As she said these words she looked at Patu, and both burst into hearty laughter which did not make me blush, but which shewed me my blunder.

I was a novice in Paris, and I had not been accustomed to see women encroach upon the privilege which men alone generally enjoy. Yet mademoiselle Le Fel was not a bold-faced woman; she was even rather ladylike, but she was what is called above prejudices. If I had known the manners of the time better, I should have been aware that such things were every-day occurrences, and that the noblemen who thus sprinkled their progeny everywhere were in the habit of leaving their children in the hands of their mothers, who were well paid. The more fruitful, therefore, these ladies were, the greater was their income.

My want of experience often led me into serious blunders, and Mademoiselle Le Fel would, I have no doubt, have laughed at anyone telling her that I had some wit, after the stupid mistake of which I had been guilty.

Another day, being at the house of Lani, ballet-master of the opera, I saw five or six young girls of thirteen or fourteen years of age accompanied by their mothers, and all exhibiting that air of modesty which is the characteristic of a good education. I addressed a few gallant words to them, and they answered me with down-cast eyes. One of them having complained of the headache, I offered her my smelling-bottle, and one of her companions said to her,

“Very likely you did not sleep well last night.”

“Oh! it is not that,” answered the modest-looking Agnes, “I think I am in the family-way.”

On receiving this unexpected reply from a girl I had taken for a maiden, I said to her,

“I should never have supposed that you were married, madam.”

She looked at me with evident surprise for a moment, then she turned towards her friend, and both began to laugh immoderately. Ashamed, but for them more than myself, I left the house with a firm resolution never again to take virtue for granted in a class of women amongst whom it is so scarce. To look for, even to suppose, modesty, amongst the nymphs of the green room, is, indeed, to be very foolish; they pride themselves upon having none, and laugh at those who are simple enough to suppose them better than they are.

Thanks to my friend Patu, I made the acquaintance of all the women who enjoyed some reputation in Paris. He was fond of the fair sex, but unfortunately for him he had not a constitution like mine, and his love of pleasure killed him very early. If he had lived, he would have gone down to posterity in the wake of Voltaire, but he paid the debt of nature at the age of thirty.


What needs to be done
For the word "bboxes", state how many lines of the listing below contain it. Give the number and nothing more.

The records
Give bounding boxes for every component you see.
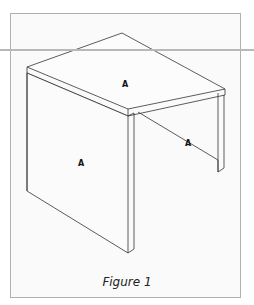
label-top-surface: A [122,80,128,89]
left-panel-edge [128,113,134,253]
label-right-panel: A [185,139,191,148]
figure-caption: Figure 1 [102,275,151,289]
label-left-panel: A [78,159,84,168]
right-panel [138,112,218,172]
right-panel-edge [218,93,224,172]
table-isometric-drawing [0,0,254,305]
horizontal-rule [0,49,254,51]
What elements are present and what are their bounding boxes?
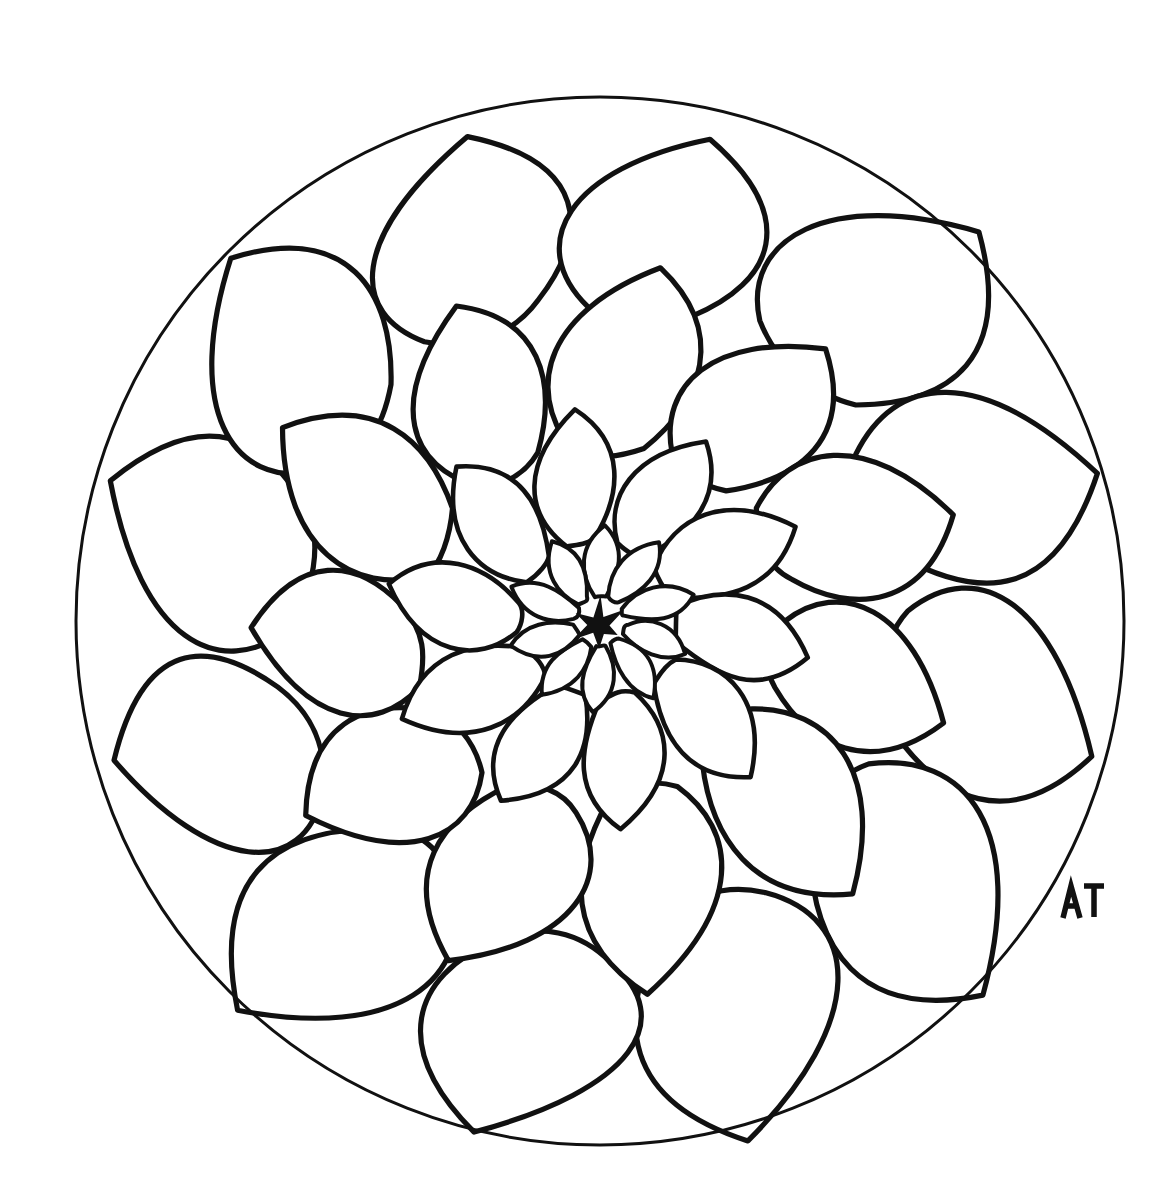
mandala-flower-artwork xyxy=(0,0,1171,1203)
coloring-page-canvas xyxy=(0,0,1171,1203)
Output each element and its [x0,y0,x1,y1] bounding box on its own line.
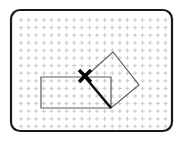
geometry-figure-svg [0,0,184,141]
figure-canvas [0,0,184,141]
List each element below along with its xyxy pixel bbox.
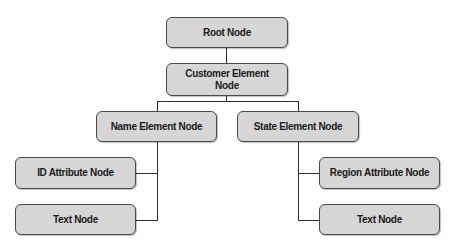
text-node-right: Text Node: [319, 204, 440, 235]
state-element-node: State Element Node: [237, 111, 359, 142]
edge-state-text: [298, 220, 319, 221]
root-node-label: Root Node: [203, 27, 251, 39]
root-node: Root Node: [166, 17, 288, 48]
customer-element-node: Customer Element Node: [166, 63, 288, 96]
name-element-node-label: Name Element Node: [111, 121, 203, 133]
edge-name-text: [136, 220, 158, 221]
edge-state-region: [298, 173, 319, 174]
edge-to-state: [298, 101, 299, 111]
xml-tree-diagram: Root Node Customer Element Node Name Ele…: [0, 0, 453, 248]
text-node-left-label: Text Node: [53, 214, 98, 226]
edge-name-id: [136, 173, 158, 174]
region-attribute-node: Region Attribute Node: [319, 157, 440, 189]
edge-customer-branch: [157, 101, 299, 102]
edge-name-trunk: [157, 142, 158, 221]
state-element-node-label: State Element Node: [254, 121, 343, 133]
text-node-right-label: Text Node: [357, 214, 402, 226]
name-element-node: Name Element Node: [96, 111, 217, 142]
edge-root-customer: [226, 48, 227, 63]
customer-element-node-label: Customer Element Node: [185, 68, 269, 92]
id-attribute-node-label: ID Attribute Node: [37, 167, 114, 179]
id-attribute-node: ID Attribute Node: [15, 157, 136, 189]
region-attribute-node-label: Region Attribute Node: [330, 167, 429, 179]
edge-state-trunk: [298, 142, 299, 221]
edge-to-name: [157, 101, 158, 111]
text-node-left: Text Node: [15, 204, 136, 235]
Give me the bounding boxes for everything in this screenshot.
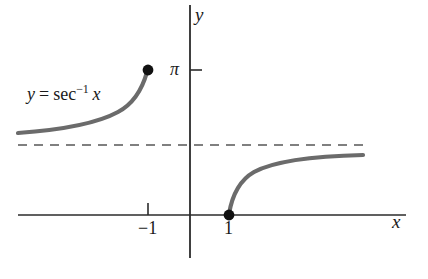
x-tick-label-negative-one: −1 [138, 219, 157, 237]
tick-marks-group [148, 70, 202, 215]
equation-argument: x [93, 84, 101, 104]
figure-container: y x π −1 1 y=sec−1x [0, 0, 428, 279]
x-tick-label-one: 1 [224, 219, 233, 237]
y-axis-label: y [195, 5, 203, 24]
sec-inverse-right-branch-curve [229, 155, 363, 214]
equation-lhs: y [27, 84, 35, 104]
axes-group [18, 5, 406, 258]
equation-equals-sign: = [39, 84, 49, 104]
equation-exponent: −1 [76, 82, 88, 96]
left-branch-endpoint-dot [143, 65, 154, 76]
equation-function-name: sec [53, 84, 76, 104]
plot-canvas [0, 0, 428, 279]
y-tick-label-pi: π [170, 60, 179, 78]
equation-annotation: y=sec−1x [27, 83, 101, 103]
x-axis-label: x [392, 212, 400, 231]
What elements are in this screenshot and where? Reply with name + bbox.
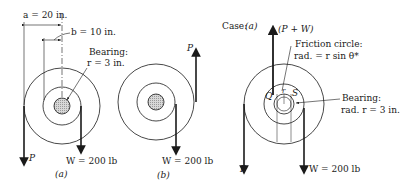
friction-circle-title: Friction circle:	[295, 39, 363, 49]
bearing-radius-c: rad. r = 3 in.	[341, 105, 400, 115]
force-p-label-a: P	[28, 153, 36, 163]
bearing-hub-b	[148, 94, 164, 110]
force-w-label-a: W = 200 lb	[66, 156, 117, 166]
caption-a: (a)	[55, 169, 68, 179]
bearing-title-a: Bearing:	[89, 47, 128, 57]
case-value: (a)	[245, 21, 258, 31]
dim-a-label: a = 20 in.	[23, 10, 68, 20]
friction-circle-radius: rad. = r sin θ*	[294, 51, 359, 61]
case-label: Case:	[222, 21, 247, 31]
bearing-leader-a	[67, 68, 87, 100]
force-p-label-c: P	[239, 164, 247, 174]
bearing-hub-a	[54, 98, 70, 114]
pulley-diagram: a = 20 in. b = 10 in. Bearing: r = 3 in.…	[0, 0, 411, 189]
bearing-leader-c	[296, 99, 340, 103]
figure-c: Case: (a) (P + W) Friction circle: rad. …	[222, 21, 400, 174]
force-w-label-b: W = 200 lb	[162, 156, 213, 166]
resultant-label: (P + W)	[278, 24, 314, 34]
figure-a: a = 20 in. b = 10 in. Bearing: r = 3 in.…	[23, 10, 128, 179]
bearing-radius-a: r = 3 in.	[87, 58, 125, 68]
point-q: Q	[265, 91, 273, 101]
bearing-title-c: Bearing:	[342, 93, 381, 103]
force-p-label-b: P	[186, 43, 194, 53]
point-s: S	[292, 88, 298, 98]
dim-b-label: b = 10 in.	[71, 27, 116, 37]
force-w-label-c: W = 200 lb	[309, 164, 360, 174]
figure-b: P W = 200 lb (b)	[118, 43, 213, 180]
caption-b: (b)	[157, 170, 170, 180]
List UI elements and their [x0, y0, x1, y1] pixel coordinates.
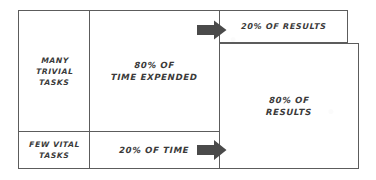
- cell-few-vital-tasks: FEW VITAL TASKS: [18, 131, 90, 169]
- cell-twenty-of-time-label: 20% OF TIME: [119, 144, 190, 156]
- cell-eighty-of-results-label: 80% OF RESULTS: [265, 94, 312, 119]
- arrow-right-icon-bottom: [197, 139, 227, 161]
- cell-few-vital-tasks-label: FEW VITAL TASKS: [29, 139, 81, 161]
- cell-twenty-of-results: 20% OF RESULTS: [219, 10, 348, 43]
- pareto-diagram: MANY TRIVIAL TASKS 80% OF TIME EXPENDED …: [0, 0, 376, 180]
- cell-many-trivial-tasks-label: MANY TRIVIAL TASKS: [35, 55, 74, 88]
- cell-time-expended-label: 80% OF TIME EXPENDED: [111, 59, 199, 84]
- arrow-right-icon-top: [197, 20, 227, 40]
- arrow-right-icon-top-svg: [197, 20, 227, 40]
- arrow-right-icon-bottom-svg: [197, 139, 227, 161]
- cell-many-trivial-tasks: MANY TRIVIAL TASKS: [18, 10, 90, 132]
- cell-eighty-of-results: 80% OF RESULTS: [219, 43, 359, 169]
- cell-twenty-of-results-label: 20% OF RESULTS: [240, 21, 326, 33]
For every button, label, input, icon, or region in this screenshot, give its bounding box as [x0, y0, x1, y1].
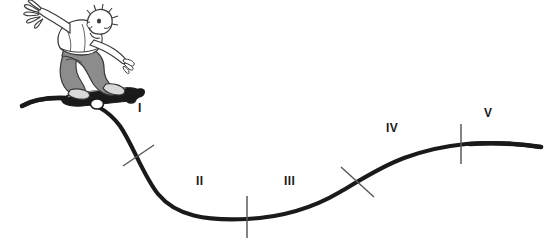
region-label-1: I: [138, 102, 142, 114]
region-label-2: II: [196, 175, 203, 187]
track-curve-left-thick: [22, 98, 68, 106]
skateboard-wheel-front: [91, 99, 104, 109]
skater-eye: [97, 18, 101, 23]
skateboarder-figure: [24, 0, 145, 109]
tick-mark-3: [341, 167, 374, 197]
skater-hand-forward: [123, 59, 134, 74]
figure-canvas: [0, 0, 545, 247]
skateboard-nose: [136, 88, 145, 97]
track-curve: [22, 98, 541, 219]
region-label-5: V: [484, 107, 492, 119]
skater-arm-raised: [24, 0, 70, 33]
skateboard-wheel-rear: [126, 95, 136, 103]
track-profile-group: [22, 98, 541, 220]
region-label-4: IV: [386, 122, 398, 134]
region-label-3: III: [284, 175, 295, 187]
skateboard-physics-figure: I II III IV V: [0, 0, 545, 247]
track-curve-right-thick: [470, 143, 541, 147]
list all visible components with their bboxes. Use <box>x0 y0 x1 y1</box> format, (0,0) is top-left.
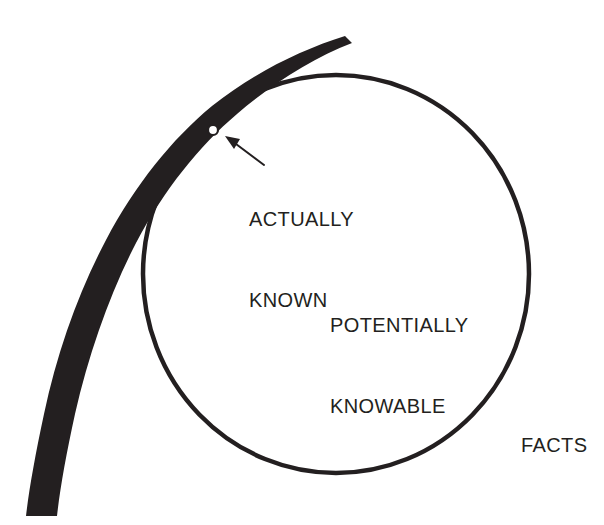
label-facts-line1: FACTS <box>521 432 587 459</box>
label-potentially-knowable-line2: KNOWABLE <box>330 393 469 420</box>
label-potentially-knowable-line1: POTENTIALLY <box>330 312 469 339</box>
label-potentially-knowable: POTENTIALLY KNOWABLE <box>330 258 469 474</box>
label-facts: FACTS <box>521 378 587 513</box>
diagram-canvas: ACTUALLY KNOWN POTENTIALLY KNOWABLE FACT… <box>0 0 604 525</box>
actually-known-circle <box>208 125 218 135</box>
label-actually-known-line1: ACTUALLY <box>249 206 354 233</box>
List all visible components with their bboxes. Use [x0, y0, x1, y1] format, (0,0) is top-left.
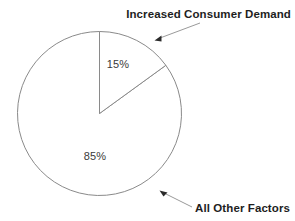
callout-leader-line-top [160, 23, 200, 38]
callout-label-all-other-factors: All Other Factors [195, 202, 290, 214]
slice-percent-label-large: 85% [84, 150, 107, 162]
arrow-head-top-icon [155, 36, 162, 42]
arrow-head-bottom-icon [160, 191, 168, 197]
callout-leader-line-bottom [166, 194, 192, 207]
slice-percent-label-small: 15% [107, 58, 130, 70]
callout-label-increased-consumer-demand: Increased Consumer Demand [126, 8, 291, 20]
pie-chart-canvas: 15% 85% Increased Consumer Demand All Ot… [0, 0, 295, 221]
pie-chart-figure: 15% 85% Increased Consumer Demand All Ot… [0, 0, 295, 221]
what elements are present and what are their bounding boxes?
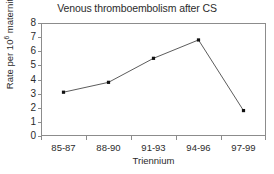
data-point-marker [197, 38, 200, 41]
y-axis-label-prefix: Rate per 10 [4, 40, 15, 90]
x-axis-tick-mark [176, 136, 177, 140]
y-axis-label-suffix: maternities [4, 0, 15, 36]
x-axis-tick-mark [131, 136, 132, 140]
x-axis-tick-mark [86, 136, 87, 140]
y-axis-label-superscript: 6 [3, 36, 10, 40]
y-axis-tick-label: 4 [24, 75, 36, 85]
y-axis-tick-label: 7 [24, 32, 36, 42]
data-series-markers [62, 38, 245, 112]
x-axis-tick-mark [265, 136, 266, 140]
data-point-marker [107, 81, 110, 84]
y-axis-tick-label: 2 [24, 103, 36, 113]
x-axis-tick-labels: 85-8788-9091-9394-9697-99 [41, 142, 266, 154]
y-axis-tick-label: 3 [24, 89, 36, 99]
x-axis-label: Triennium [41, 155, 266, 166]
x-axis-tick-label: 97-99 [221, 142, 266, 153]
y-axis-label: Rate per 106 maternities [3, 0, 17, 97]
y-axis-tick-label: 8 [24, 18, 36, 28]
data-point-marker [152, 57, 155, 60]
x-axis-tick-mark [41, 136, 42, 140]
y-axis-tick-label: 5 [24, 60, 36, 70]
y-axis-tick-label: 0 [24, 131, 36, 141]
chart-title: Venous thromboembolism after CS [0, 2, 274, 14]
y-axis-tick-label: 1 [24, 117, 36, 127]
x-axis-tick-label: 85-87 [41, 142, 86, 153]
data-point-marker [242, 109, 245, 112]
chart-container: Venous thromboembolism after CS Rate per… [0, 0, 274, 174]
x-axis-tick-label: 91-93 [131, 142, 176, 153]
x-axis-tick-label: 94-96 [176, 142, 221, 153]
y-axis-tick-label: 6 [24, 46, 36, 56]
data-series-line [64, 40, 244, 111]
x-axis-tick-marks [41, 136, 266, 141]
data-point-marker [62, 91, 65, 94]
x-axis-tick-label: 88-90 [86, 142, 131, 153]
x-axis-tick-mark [221, 136, 222, 140]
plot-area [41, 23, 266, 136]
y-axis-tick-labels: 876543210 [20, 0, 36, 174]
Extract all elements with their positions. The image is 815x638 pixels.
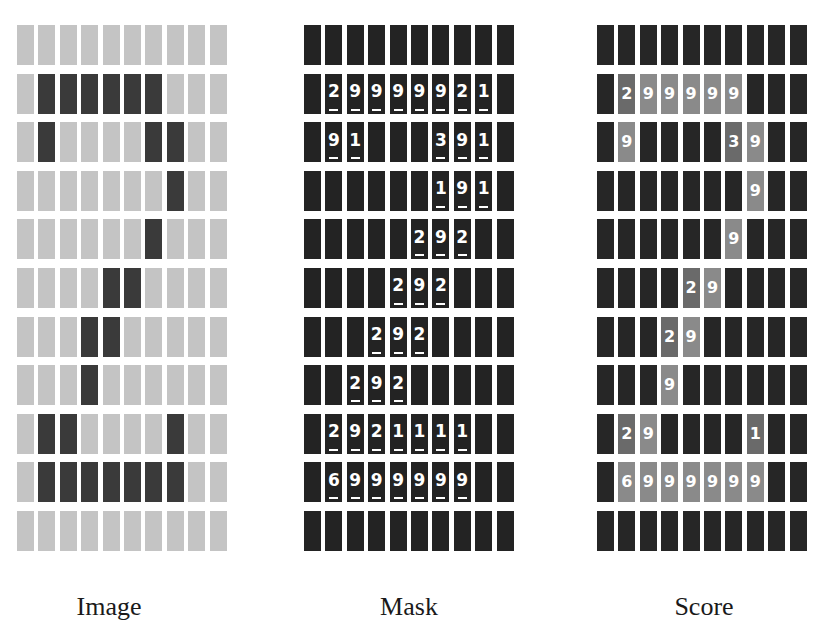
image-cell-light (167, 219, 184, 259)
score-cell: 9 (683, 317, 700, 357)
score-cell (790, 365, 807, 405)
image-cell-dark (81, 462, 98, 502)
score-cell (704, 317, 721, 357)
image-cell-light (188, 219, 205, 259)
score-cell: 9 (725, 74, 742, 114)
score-cell (790, 25, 807, 65)
image-cell-light (210, 462, 227, 502)
mask-cell (411, 171, 428, 211)
image-cell-light (81, 219, 98, 259)
mask-cell (325, 365, 342, 405)
mask-cell-value: 1 (349, 132, 361, 153)
image-cell-light (145, 268, 162, 308)
score-cell (704, 414, 721, 454)
image-cell-light (38, 219, 55, 259)
image-cell-light (81, 511, 98, 551)
image-cell-light (60, 511, 77, 551)
image-cell-dark (81, 317, 98, 357)
image-grid (17, 25, 227, 551)
mask-cell-value: 9 (349, 423, 361, 444)
mask-cell (497, 219, 514, 259)
image-cell-dark (81, 74, 98, 114)
score-cell (640, 365, 657, 405)
mask-cell: 9 (390, 74, 407, 114)
mask-cell-value: 6 (328, 472, 340, 493)
score-cell (790, 74, 807, 114)
image-cell-light (60, 171, 77, 211)
mask-cell: 6 (325, 462, 342, 502)
mask-cell: 9 (368, 462, 385, 502)
image-cell-light (210, 74, 227, 114)
score-cell (661, 414, 678, 454)
score-cell-value: 2 (621, 86, 632, 102)
mask-cell-value: 2 (392, 277, 404, 298)
score-cell (747, 25, 764, 65)
image-cell-light (38, 25, 55, 65)
mask-cell-value: 2 (456, 229, 468, 250)
image-cell-dark (124, 462, 141, 502)
score-cell (618, 317, 635, 357)
score-cell (683, 511, 700, 551)
score-cell: 9 (747, 122, 764, 162)
mask-cell-value: 2 (414, 326, 426, 347)
score-cell (683, 414, 700, 454)
mask-cell (497, 74, 514, 114)
image-cell-dark (167, 462, 184, 502)
mask-cell: 1 (475, 122, 492, 162)
score-cell-value: 1 (750, 426, 761, 442)
score-cell (661, 171, 678, 211)
score-cell-value: 9 (750, 474, 761, 490)
score-cell (597, 171, 614, 211)
mask-cell: 9 (454, 122, 471, 162)
mask-cell: 9 (368, 365, 385, 405)
image-cell-light (81, 414, 98, 454)
mask-cell: 9 (390, 317, 407, 357)
score-cell (725, 317, 742, 357)
score-cell (661, 25, 678, 65)
mask-cell (304, 365, 321, 405)
score-cell: 9 (661, 74, 678, 114)
score-cell-value: 9 (707, 86, 718, 102)
image-cell-light (17, 317, 34, 357)
image-cell-light (124, 317, 141, 357)
score-panel: 29999993999292992916999999 (597, 25, 807, 551)
mask-cell: 2 (454, 74, 471, 114)
mask-cell: 1 (475, 74, 492, 114)
mask-cell: 1 (432, 171, 449, 211)
mask-cell (325, 25, 342, 65)
image-cell-light (17, 268, 34, 308)
mask-cell (390, 219, 407, 259)
mask-cell: 2 (368, 317, 385, 357)
score-cell (683, 171, 700, 211)
mask-cell (454, 317, 471, 357)
mask-cell-value: 2 (392, 375, 404, 396)
score-cell (640, 25, 657, 65)
image-cell-dark (103, 268, 120, 308)
mask-cell-value: 3 (435, 132, 447, 153)
score-cell (790, 317, 807, 357)
image-cell-light (103, 219, 120, 259)
image-cell-light (188, 414, 205, 454)
mask-cell-value: 9 (414, 277, 426, 298)
score-cell (597, 511, 614, 551)
score-cell (597, 317, 614, 357)
score-cell (640, 268, 657, 308)
image-cell-light (17, 511, 34, 551)
score-cell (683, 25, 700, 65)
mask-cell: 9 (454, 462, 471, 502)
mask-cell-value: 1 (456, 423, 468, 444)
mask-cell (432, 511, 449, 551)
mask-cell (325, 268, 342, 308)
mask-cell: 9 (347, 74, 364, 114)
mask-cell (304, 122, 321, 162)
image-cell-light (188, 365, 205, 405)
mask-cell-value: 9 (435, 472, 447, 493)
mask-cell: 9 (325, 122, 342, 162)
score-cell-value: 9 (728, 86, 739, 102)
mask-cell (411, 365, 428, 405)
mask-cell: 2 (411, 317, 428, 357)
image-cell-light (17, 414, 34, 454)
image-cell-light (60, 317, 77, 357)
image-cell-light (60, 122, 77, 162)
mask-cell (454, 25, 471, 65)
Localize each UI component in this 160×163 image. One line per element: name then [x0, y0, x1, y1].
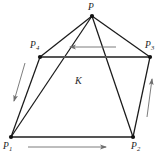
vertex-dot-P3 — [148, 55, 152, 59]
geometry-figure: P P1 P2 P3 P4 K — [0, 0, 160, 163]
vertex-label-P4: P4 — [30, 41, 39, 51]
vertex-dot-P4 — [38, 55, 42, 59]
edge-P-P3 — [92, 16, 150, 57]
vertex-dot-P1 — [9, 135, 13, 139]
caption-strip — [0, 152, 160, 163]
arrow-right — [147, 79, 152, 117]
vertex-label-P: P — [88, 3, 94, 13]
vertex-dot-P2 — [131, 135, 135, 139]
edge-P-P2 — [92, 16, 133, 137]
arrow-left — [14, 63, 25, 101]
region-label-K: K — [75, 76, 82, 86]
vertex-label-P2: P2 — [131, 142, 140, 152]
vertex-label-P1: P1 — [3, 142, 12, 152]
vertex-label-P3: P3 — [145, 41, 154, 51]
edge-P3-P2 — [133, 57, 150, 137]
vertex-dot-P — [90, 14, 94, 18]
edge-P-P4 — [40, 16, 92, 57]
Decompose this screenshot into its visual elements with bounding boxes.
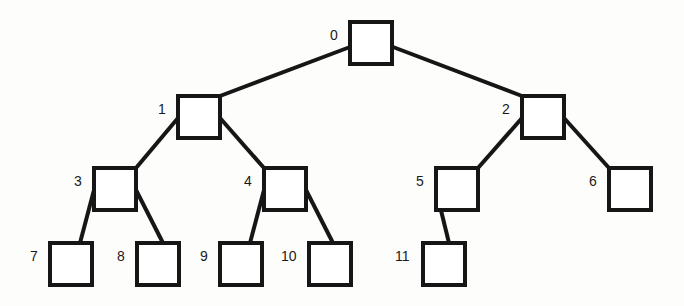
tree-node-box-6[interactable] (607, 166, 653, 212)
tree-node-box-5[interactable] (434, 166, 480, 212)
tree-node-label-10: 10 (281, 249, 297, 263)
tree-node-box-9[interactable] (218, 241, 264, 287)
tree-node-label-4: 4 (244, 174, 252, 188)
tree-node-box-11[interactable] (421, 241, 467, 287)
tree-node-layer: 01234567891011 (0, 0, 684, 306)
tree-node-box-3[interactable] (92, 166, 138, 212)
tree-node-label-8: 8 (117, 249, 125, 263)
tree-node-box-1[interactable] (176, 94, 222, 140)
tree-node-box-0[interactable] (348, 20, 394, 66)
tree-node-label-11: 11 (395, 249, 410, 263)
tree-node-box-4[interactable] (262, 166, 308, 212)
tree-node-label-5: 5 (416, 174, 424, 188)
tree-node-label-2: 2 (502, 102, 510, 116)
tree-node-box-8[interactable] (135, 241, 181, 287)
tree-node-box-10[interactable] (307, 241, 353, 287)
tree-node-label-6: 6 (589, 174, 597, 188)
tree-node-label-0: 0 (330, 28, 338, 42)
tree-node-label-7: 7 (30, 249, 38, 263)
tree-node-label-9: 9 (200, 249, 208, 263)
tree-node-box-7[interactable] (48, 241, 94, 287)
tree-node-label-1: 1 (158, 102, 166, 116)
tree-node-label-3: 3 (74, 174, 82, 188)
tree-node-box-2[interactable] (520, 94, 566, 140)
tree-diagram: 01234567891011 (0, 0, 684, 306)
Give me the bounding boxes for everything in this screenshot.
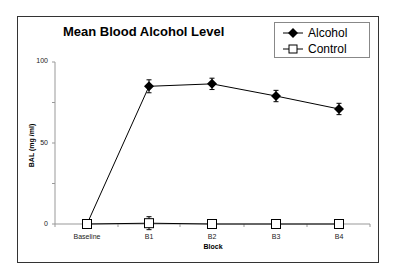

Response to the task
2